Lonergan: The Immigration Debate’s Forgotten Children
When the latest migrant caravan was marching toward America, the media focused on mothers accompanied by small children even though they were only a small number of the total group. During the media frenzy over illegal alien parents separated from their children at the border last summer, outrage was stoked by images of children behind metal fencing.
TIME magazine ratcheted up the anger with a shamelessly disingenuous cover image of Donald Trump coldly staring down a sobbing child.
See a trend here? The plight of children, particularly those of illegal alien parents, is a powerful tool for those who manipulate public opinion with the goal of a borderless America. Fine, let’s have a national debate about the children. But it should start with a different set of children: the citizen and legal resident children already in the United States.
“America is the wealthiest country in the world” is a tiresome, apocryphal line used to justify swinging our doors open to absorb the planet’s impoverished masses. While it’s true that our economic strength is the envy of most countries, it’s also true that we are more than $21 trillion in debt and growing every day. We simply do not have infinite resources. So the question is, do we give America’s children—our children—any concern over those from the rest of the world?
Despite America’s high standard of living in general, the fact is that many children in our country are in need. It is estimated that 15 million children in the U.S. live in families with incomes below the federal poverty threshold. The Census Bureau’s most recent household food security survey found that about 6.5 million children, or 8.8 percent, “lived in households in which one or more child was food insecure” in 2016. Among our population of college graduates, more than 44 million borrowers collectively owe $1.5 trillion in student loan debt. The Who was wrong; the kids are not alright.
These are just the problems children face from everyday life in America. When illegal immigration is added, the problems are compounded. It starts with education, where we are endlessly told that our public school systems are already underfunded. Most children of illegal aliens, refugees, and legal immigrants are placed in programs for students with Limited English Proficiency (LEP). LEP students cost taxpayers approximately $59.2 billion annually. Almost the entirety of this cost, 98.9 percent, is borne by taxpayers at the local and state level.
African-American children suffer the most from this phenomenon, as historical disadvantages may cause them to lag behind academically while limited funding is directed away from them and toward LEP arrivals. A local NAACP chapter threatened a lawsuit in Prince George’s County, Md., after education officials earmarked more than $3 million in funding for two separate schools for LEP students. This struggle is going on in almost every state in the Union.
Far from worrying about the effect of these expenditures on its English-speaking students, some school districts are doubling down. They have declared their districts “safe havens” or “sanctuaries,” meaning they offer protections to illegal aliens residing in the districts against deportation by Immigration and Customs Enforcement (ICE). It would be reasonable for parents to ask, how many worthwhile educational opportunities are my children missing out on to pay for all this generosity, virtue signaling, and defiance of federal law?
It seems we are regularly bombarded with news about massive government expenditures related to illegal immigration. Just recently we learned via an Immigration Reform Law Institute investigation that the Obama administration circumvented federal law when it doled out roughly $310 million in taxpayer money to provide legal representation to unaccompanied alien minors. How many new schools could $310 million build? How many new teachers could it hire? The children of America got nothing from that transaction.
Beyond education, it is also fair to ask if we are sufficiently protecting our children’s physical well-being. While many illegal aliens are simply trying to adapt to life in a foreign country, others may not be vetted for past criminal behavior or recruitment by hyper-violent gangs like MS-13. The silent crisis in America today is the ever-expanding list of children who have lost their lives at the hands of foreign nationals who should not have been in the country. America was motivated to war and a massive upheaval of our security posture when 3,000 innocent lives were taken on Sept. 11, 2001. How many of our innocent children must die before America shows a fraction of that determination to secure our borders?
The United States has been, is, and will continue to be a generous nation that seeks to help those in need around the world. Because of this, we should not allow ourselves to be pressured into an anti-borders immigration policy over false allegations that we don’t care about children. We do, starting with our own.
Brian Lonergan is director of communications at the Immigration Reform Law Institute, a public interest law firm working to defend the rights and interests of the American people from the negative effects of mass migration.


■ **EXERCISE OBJECTIVE**
Your output must consist of the records printed verbatim, with the pictures excluded.

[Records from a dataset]
━━━━━━━━
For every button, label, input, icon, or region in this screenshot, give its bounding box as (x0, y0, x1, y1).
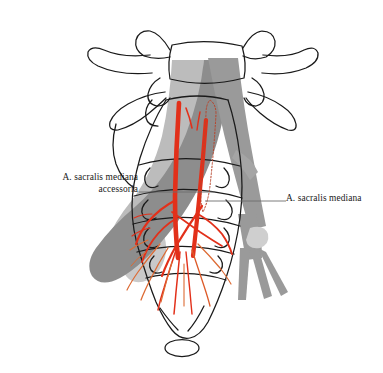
superior-articular-right (243, 31, 275, 59)
sacral-apex-2 (188, 306, 204, 331)
sacral-fine-branch-2 (174, 252, 180, 314)
right-iliac-node (246, 227, 268, 248)
sacral-fine-branch-8 (161, 262, 172, 302)
right-iliac-branch-a (238, 248, 250, 300)
sacral-fine-branch-3 (186, 252, 192, 314)
sacral-foramen-r2 (218, 200, 232, 220)
left-facet-detail (148, 78, 170, 106)
label-a-sacralis-mediana-accessoria: A. sacralis mediana accessoria (14, 172, 138, 195)
left-transverse-process-lower (110, 92, 166, 130)
sacral-foramen-r3 (215, 228, 229, 248)
sacral-foramen-r1 (216, 168, 229, 188)
right-transverse-process-lower (246, 92, 296, 130)
sacral-ridge-5 (146, 273, 226, 280)
label-a-sacralis-mediana: A. sacralis mediana (286, 193, 382, 205)
right-transverse-process-upper (262, 48, 318, 74)
superior-articular-left (136, 31, 170, 58)
sacral-fine-branch-4 (192, 250, 210, 306)
right-common-iliac-vessel (208, 58, 266, 230)
left-transverse-process-upper (88, 48, 152, 74)
coccyx (165, 340, 199, 357)
right-facet-detail (244, 78, 264, 106)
━━━━━━━━
■ **RESPONSE TO THE TASK**
For every button, label, input, icon, or region in this screenshot, give its bounding box as (x0, y0, x1, y1).
superior-articular-right (243, 31, 275, 59)
sacral-apex-2 (188, 306, 204, 331)
sacral-fine-branch-2 (174, 252, 180, 314)
right-iliac-node (246, 227, 268, 248)
sacral-fine-branch-8 (161, 262, 172, 302)
right-iliac-branch-a (238, 248, 250, 300)
sacral-fine-branch-3 (186, 252, 192, 314)
sacral-foramen-r2 (218, 200, 232, 220)
left-facet-detail (148, 78, 170, 106)
label-a-sacralis-mediana-accessoria: A. sacralis mediana accessoria (14, 172, 138, 195)
left-transverse-process-lower (110, 92, 166, 130)
sacral-foramen-r3 (215, 228, 229, 248)
sacral-foramen-r1 (216, 168, 229, 188)
right-transverse-process-lower (246, 92, 296, 130)
sacral-ridge-5 (146, 273, 226, 280)
label-a-sacralis-mediana: A. sacralis mediana (286, 193, 382, 205)
right-transverse-process-upper (262, 48, 318, 74)
superior-articular-left (136, 31, 170, 58)
sacral-fine-branch-4 (192, 250, 210, 306)
right-common-iliac-vessel (208, 58, 266, 230)
left-transverse-process-upper (88, 48, 152, 74)
coccyx (165, 340, 199, 357)
right-facet-detail (244, 78, 264, 106)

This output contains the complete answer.